The derivative is just what happens to $\nabla_h$ when you send $h$ to $0$. It captures only local information about the function - so, it captures instantaneous slope or instantaneous acceleration and so on. In particular, one can work out that $\nabla f(n)$ is just the average of the derivative over the interval $[n-1,n]$. One can also work out that $\nabla^2 f(n)$ is a weighted average* of the second derivative over the interval $[n-2,n]$ and $\nabla^3 f(n)$ is another weighted average of the third derivative over $[n-3,n]$.
In particular, if the $k^{th}$ derivative is constant, then it coincides with $\nabla^k f(n)$. One can also find results that if the $k^{th}$ derivative is linear, then $\nabla^k f(n)$ differs from it by at worst a constant. In particular, $\nabla$ is good at capture "global" effects (like the highest order term in a polynomial and its coefficient) but bad at capturing "local" effects (like instantaneous changes in the slope). So, in some sense, $\nabla$ is just a rough approximation of the derivative, and has similar interpretations, just doesn't work nearly as cleanly.

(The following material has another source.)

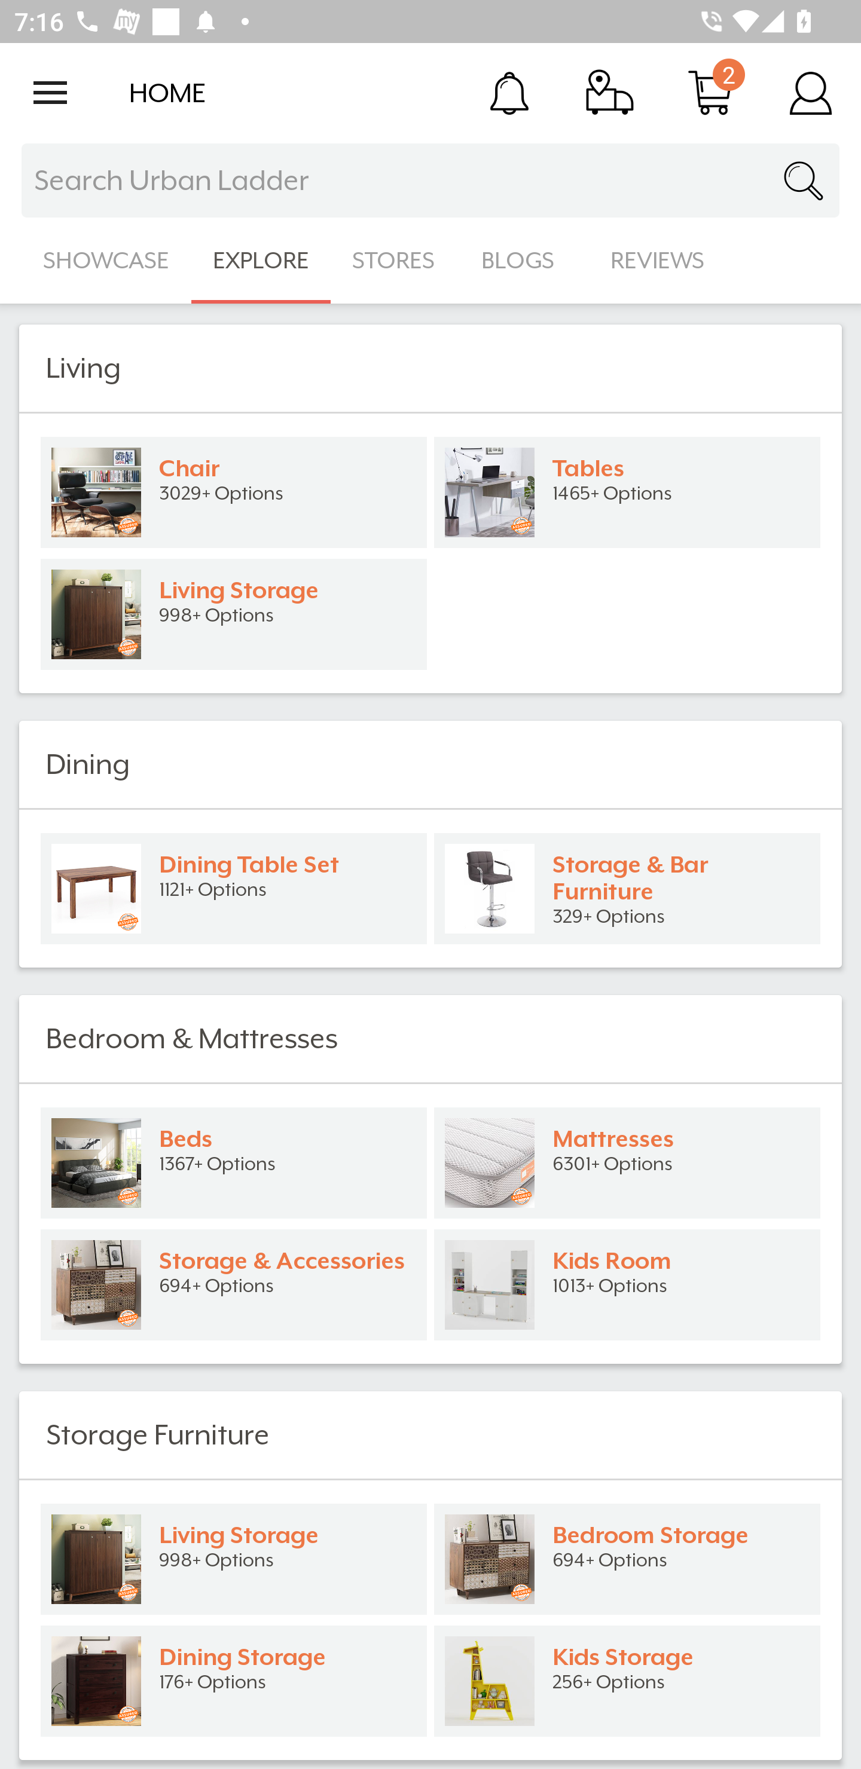 This screenshot has height=1769, width=861. I want to click on BLOGS, so click(523, 260).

(*Unfortunately, "weighted average" here is hard to explain rigorously without calculus. For the benefit of readers with more background, I really mean "convolution" assuming that $f$ is actually differentiable enough times for any of this to make sense)
Best Answer
The $x$-intercept occurs when the curve touches the $x$-axis, i.e. when $y=0$. Therefore, finding the $x$-intercept is the same as finding the root of the function $h(x)=3\ln(x)-9$: \begin{align} 3\ln(x) - 9 &= 0 \\[4pt] \ln(x) &= 3 \end{align} Can you do the rest?